The Center for Internet Security Controls or CISControls have become an industry standard to help businesses and organizations of all sizes to maintain an industry standard of Cybersecurity controls.

Safeguard 3.5 is how you securely dispose of data which should be outlined in your data management process. You have to ensure the disposal process and method are commensurate with the datasensitivity.

Formatting of a harddrive leaves data on it, so a simple drive format should not be considered an appropriate method of disposing of data.

CIS Controls is for business not personal use so your example isn't effective, but it is because we forget or think it's low risk. There are storable data drives in your computers, servers, network equipment, printers, and if you push it old fax machines where the film roll would actually store an image of every fax received. How do you address all of these devices as the data stored there is an assortment of everything printed from confidential data to that random email.

Here the key is your data management process and policy. Having it outlined what devices have drives that you are concerned with and how you go about disposing of the data, the drive, or the equipment if the flash drive is embedded. It should include how long you retain data, where the data lives, who owns the data, and when it's time to decommission a device how the data that lives on the device is disposed of. So it's both the live data, legacy data, and the devices that store it.

In my past I have taken drives out to a gun range and also have had drives destroyed with a certificate of destruction by a shredding company. They maintain the chain of custody and proof of destruction is typically what an auditor likes to see, but the gun range will ensure no data is recoverable as well. You can also use DiskWiping or DataDump (the process of writing every bit of data with a 0 or 1 and then formatting it). The government standard (DoD 5220.22-M) calls for a Data Wipe to run the same process at minimum 3 times. The government considers this as a Medium Security wipe. I see more companies using a Hard Drive Degausser which will completely sanitize, wipe, and erase hard drives.

No matter what process you use document it and maintain an inventory of destroyed hard drives including serial number, date of destruction, and the certificate.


Copy out all lines in the material below that contain the string "emissions".

»»

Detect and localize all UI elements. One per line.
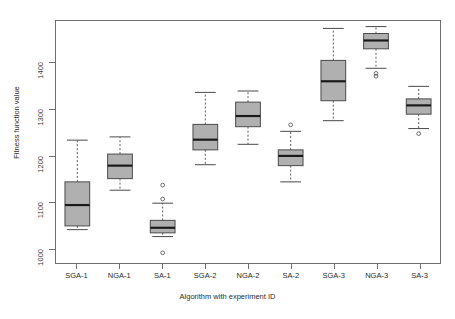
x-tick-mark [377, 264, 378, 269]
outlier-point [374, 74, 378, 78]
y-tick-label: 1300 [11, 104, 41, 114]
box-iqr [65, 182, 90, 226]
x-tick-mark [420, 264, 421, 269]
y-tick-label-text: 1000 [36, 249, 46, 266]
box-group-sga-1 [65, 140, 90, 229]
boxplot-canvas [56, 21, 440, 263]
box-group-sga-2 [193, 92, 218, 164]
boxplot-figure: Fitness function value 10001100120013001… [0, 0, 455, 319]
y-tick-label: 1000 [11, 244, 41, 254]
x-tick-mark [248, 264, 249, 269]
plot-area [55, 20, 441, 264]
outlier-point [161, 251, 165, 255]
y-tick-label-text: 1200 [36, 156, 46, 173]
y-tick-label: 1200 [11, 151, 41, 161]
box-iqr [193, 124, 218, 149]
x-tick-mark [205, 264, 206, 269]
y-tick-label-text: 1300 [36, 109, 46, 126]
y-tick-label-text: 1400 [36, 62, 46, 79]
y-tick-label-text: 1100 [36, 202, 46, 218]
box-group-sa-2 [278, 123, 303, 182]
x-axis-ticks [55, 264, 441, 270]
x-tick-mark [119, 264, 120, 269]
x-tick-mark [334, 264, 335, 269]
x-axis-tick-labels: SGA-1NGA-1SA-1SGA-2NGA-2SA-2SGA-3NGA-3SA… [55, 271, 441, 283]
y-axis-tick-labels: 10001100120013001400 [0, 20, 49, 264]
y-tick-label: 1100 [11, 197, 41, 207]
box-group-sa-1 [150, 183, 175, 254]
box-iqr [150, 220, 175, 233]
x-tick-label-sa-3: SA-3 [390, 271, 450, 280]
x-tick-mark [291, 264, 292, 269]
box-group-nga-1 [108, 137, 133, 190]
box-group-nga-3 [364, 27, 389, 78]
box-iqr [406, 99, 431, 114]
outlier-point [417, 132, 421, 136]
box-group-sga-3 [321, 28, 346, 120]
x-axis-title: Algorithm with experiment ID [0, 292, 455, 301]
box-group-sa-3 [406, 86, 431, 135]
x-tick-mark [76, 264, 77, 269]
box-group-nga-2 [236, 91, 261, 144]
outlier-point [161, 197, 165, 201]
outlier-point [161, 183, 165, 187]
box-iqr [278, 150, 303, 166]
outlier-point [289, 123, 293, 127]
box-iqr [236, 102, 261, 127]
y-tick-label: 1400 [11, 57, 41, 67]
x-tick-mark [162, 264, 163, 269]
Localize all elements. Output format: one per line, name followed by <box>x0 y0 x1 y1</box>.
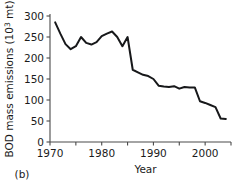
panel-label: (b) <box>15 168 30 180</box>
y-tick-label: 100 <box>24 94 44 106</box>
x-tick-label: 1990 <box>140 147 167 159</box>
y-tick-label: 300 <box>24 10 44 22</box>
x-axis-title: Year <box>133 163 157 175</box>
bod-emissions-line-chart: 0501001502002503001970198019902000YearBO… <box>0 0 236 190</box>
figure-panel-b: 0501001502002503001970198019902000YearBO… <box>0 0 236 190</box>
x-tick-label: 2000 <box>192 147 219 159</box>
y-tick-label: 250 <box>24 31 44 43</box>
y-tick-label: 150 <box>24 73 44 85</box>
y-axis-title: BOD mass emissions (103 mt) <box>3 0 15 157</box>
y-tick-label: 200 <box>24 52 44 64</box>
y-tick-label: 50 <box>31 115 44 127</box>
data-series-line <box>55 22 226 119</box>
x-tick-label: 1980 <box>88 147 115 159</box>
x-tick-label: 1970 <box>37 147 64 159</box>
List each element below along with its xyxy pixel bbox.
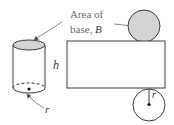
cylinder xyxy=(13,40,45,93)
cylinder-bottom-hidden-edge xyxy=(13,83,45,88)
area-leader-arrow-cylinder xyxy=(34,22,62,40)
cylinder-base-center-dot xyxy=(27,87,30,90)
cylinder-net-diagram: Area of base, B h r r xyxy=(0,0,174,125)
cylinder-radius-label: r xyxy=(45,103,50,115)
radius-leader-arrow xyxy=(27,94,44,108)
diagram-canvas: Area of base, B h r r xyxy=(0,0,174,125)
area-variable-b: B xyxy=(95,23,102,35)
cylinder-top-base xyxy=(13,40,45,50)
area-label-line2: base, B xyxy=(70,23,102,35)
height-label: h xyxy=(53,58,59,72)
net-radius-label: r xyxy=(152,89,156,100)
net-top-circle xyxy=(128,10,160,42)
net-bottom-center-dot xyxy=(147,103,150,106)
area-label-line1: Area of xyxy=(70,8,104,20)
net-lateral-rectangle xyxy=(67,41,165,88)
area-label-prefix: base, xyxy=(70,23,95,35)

««

ANSWER SPACE →
bod-emissions-line-chart: 0501001502002503001970198019902000YearBO… <box>0 0 236 190</box>
y-axis-title: BOD mass emissions (103 mt) <box>3 0 15 157</box>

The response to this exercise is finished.